For the past seven years, the travel-and-tourism sector has outperformed the overall economy every year, contributing as much as $7.6 trillion in 2016, including the wider impact on the economy, according to the World Travel & Tourism Council. During the next decade, the council predicts, almost one in four jobs created worldwide will be related to tourism.
Nowhere is this revolution more dramatic than in Asia.
A rising tide of travelers from China is spreading out across the region, out-shopping, outspending and out eating every other nation. They are filling hotels, tour buses and cruise ships. They are overwhelming airports and train stations, and they are sending home petabytes of pictures that encourage their compatriots to join the global invasion.
Their ranks are being swollen by millions of others from around Asia, a generation who would rather raise their status with a foreign adventure than with a luxury bag.
“People’s personal brands are being defined by the places they visit,” said Simon Russell, chief executive officer of London-based luxury travel group Scott Dunn, which last month bought rival Country Holidays Travel from Singapore to expand its Asian clientele.
China already accounts for more than a fifth of the money spent by outbound tourists, twice as much as the next-biggest spender, the U.S., according to the United Nations World Tourism Organization. And the Chinese have barely started - only around 5 percent of them even have passports, and the government is issuing about 10 million new travel documents every year.
As shown by Japan in the 1980s, citizens of nations that get rich go places. The emerging nations of AsiaPacific will add more than 50 million new outbound travelers in the five years ending in 2021, according to Mastercard.
Overwhelmingly, they come from a smartphone-addicted generation that is rewriting the rules. The ubiquitous flag-following Chinese tour groups are giving way to what the industry calls FITs — free, independent travelers — who are using the internet to plan itineraries, book flights, translate signs and chronicle their exploits.
“A lot of customers are wanting to do things their way,” said Chang Theng Hwee, a Singaporean who quit banking 25 years ago to build a travel business that offers bespoke holidays for wealthy Asians in destinations like Antarctica and the Himalayas. “They’re not interested in joining a group.”
The shift is transforming the region, unleashing more than $100 billion in infrastructure spending for bigger airports and jet fleets, new railways, hotels and theme parks.
The effects of this boom include soaring property prices, stress on the environment, and an avalanche of apps and innovations that reimagine the way we experience the world.
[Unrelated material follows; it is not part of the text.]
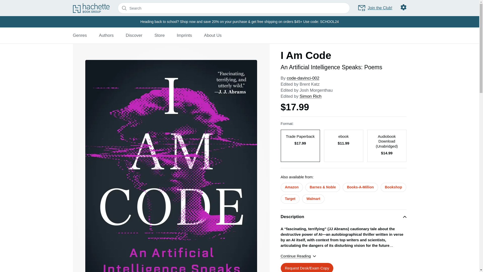 The width and height of the screenshot is (483, 272). Describe the element at coordinates (80, 35) in the screenshot. I see `Genres` at that location.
By 2021, Chinese tourists will spend $429 billion abroad, according to a report by CLSA. And they are spreading out. Weekend jaunts to the shops in Hong Kong or the casinos in Macau are being usurped by new favorite destinations. During the next three years, Japan, Thailand, the U.S. and Australia top the must-visit list, according to the report, with other destinations in Southeast Asia — especially Singapore, Indonesia, Malaysia and the Philippines — following close behind.
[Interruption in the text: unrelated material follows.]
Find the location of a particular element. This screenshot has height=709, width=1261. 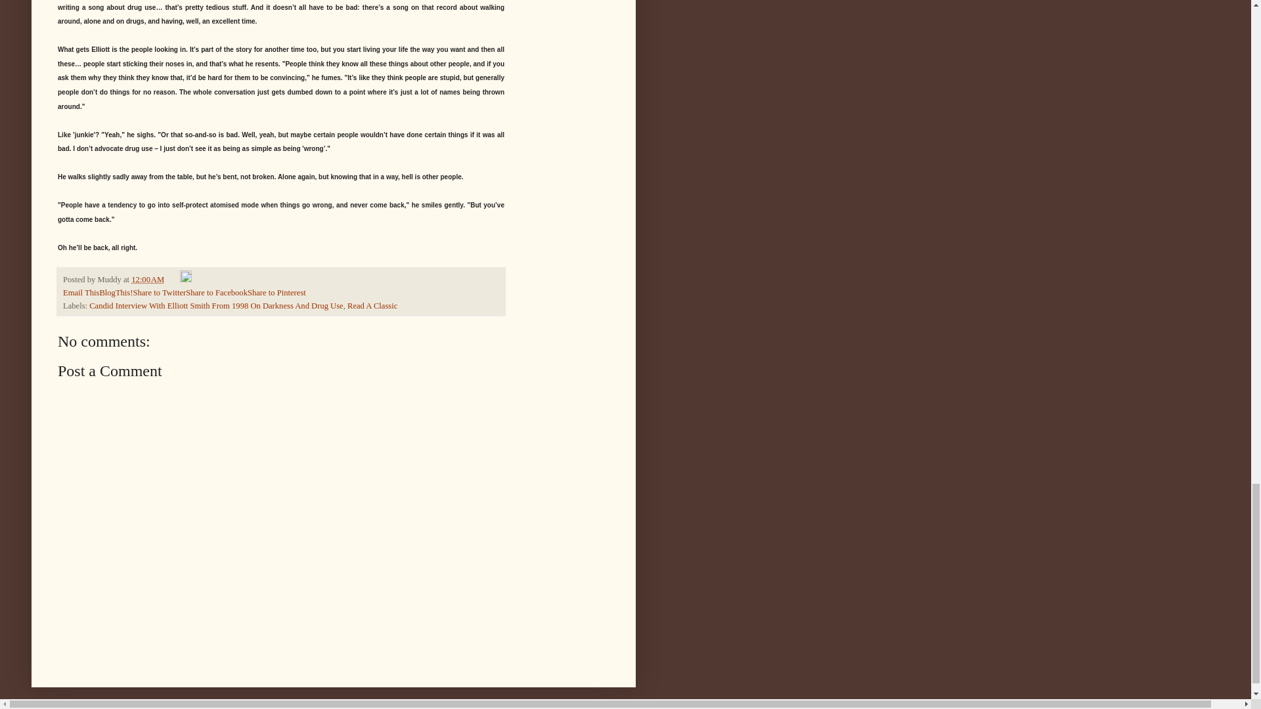

Edit Post is located at coordinates (185, 280).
For developing nations, that’s putting a strain on infrastructure, underpinning the biggest airport-building program in the region’s history. Thailand doesn’t have a single international airport that isn’t way over its designed capacity, and long lines at immigration are common. At least 178 new airports are planned in AsiaPacific, according to Visa Inc., and hundreds of existing facilities are being expanded or upgraded.
The result is a second revolution in tourism in the region; one that is being fueled by social media: the opening up of more islands, cities and remote locales to divert vacationers from the overcrowded and increasingly jaded tourist hotspots of the 1990s and 2000s.
Indonesia has a plan to create “10 Balis,” targeting places like the former World War II battleground of Morotai Island for new holiday destinations. Thailand, which heavily promotes tourism under the banner “Amazing Thailand,” has teamed up with Japan to build a high-speed railway that would open up places along the route to the north of the country. Neighbor Malaysia is countering with its own cross-country rail project to the coasts of Kelantan and Terengganu, states promoted this year in the capital’s international airport under a “Joyful Malaysia” campaign.